What Investors Should Expect Next

The committee's own median now implies one quarter-point hike before the end of 2026, most plausibly in the back half of the year. That is the base case the projections describe. It is not, however, a consensus. J.P. Morgan's research has continued to expect the Fed to hold through 2026, and the Conference Board reads the elevated uncertainty as an argument for no change at all this year. The gap between the dot-plot median and several outside forecasters is itself a tradable source of dispersion — it is the disagreement, not the median, that moves the front end as each new data point arrives.

The inflation backdrop is what will resolve that disagreement, and it is not cooperating. Import prices rose 1.9% in May, led by a double-digit jump in fuel, and tariff-driven goods prices remain above levels consistent with the 2% target. The single most important near-term catalyst is the next CPI print: a hot reading pulls the projected hike forward and validates the dot plot; a soft one revives the hold-or-cut case that the incoming chair himself was associated with before he took the job. The interim Iran agreement matters here too, because if it holds and keeps energy prices down, it removes one of the supply shocks the statement explicitly named.
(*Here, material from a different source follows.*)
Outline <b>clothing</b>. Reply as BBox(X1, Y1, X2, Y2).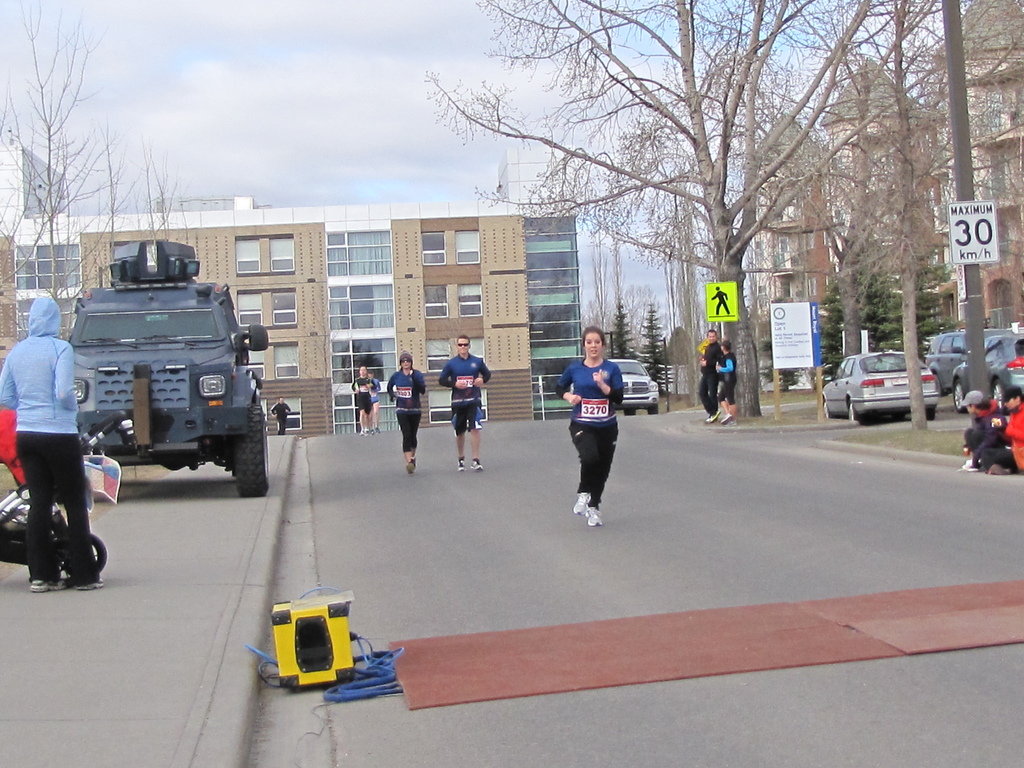
BBox(1, 297, 96, 589).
The harder thing to model is the regime change in how the Fed communicates. With forward guidance de-emphasized, the dot plot questioned by the chair who now runs the process, and five task forces reviewing the communications framework, the market should expect to receive less advance signaling and to do more of its own work pricing the path. That tends to widen the distribution of forward-path outcomes around any given meeting — which raises event volatility into Fed dates and rewards strategies built to trade a distribution rather than a point forecast. The concrete things to watch are the next CPI release, the following FOMC meeting and its projections, Warsh's first speeches and testimony as chair, and any early output from the communications task force.

Bottom Line

Procedurally, June 17 was a unanimous hold — the quietest outcome the Fed can deliver. Substantively, it was a regime marker. The dot plot flipped from a projected cut to a projected hike, the 2026 inflation forecast was raised by nearly a full point, the easing bias was struck from the statement, and the new chair declined to publish his own forecast at all while opening a review of the Fed's entire communications apparatus. For futures traders, the level of rates did not change and the level of equities ended the week roughly where it started; the modeled distribution of the rate path, and the amount of guidance the Fed is willing to supply about it, both changed materially. The cleanest tests of which side of that distribution is right are the next CPI print and the following FOMC — the first full meeting of the Warsh era with no Powell-era baseline left to lean on.

Disclaimer: FalcoAlgo is a software product of Falco Systems LLC and is not a registered investment adviser. This article is for educational purposes only and does not constitute investment, trading, tax, or legal advice. Futures trading involves substantial risk of loss. Hypothetical performance results have inherent limitations and are not indicative of future results.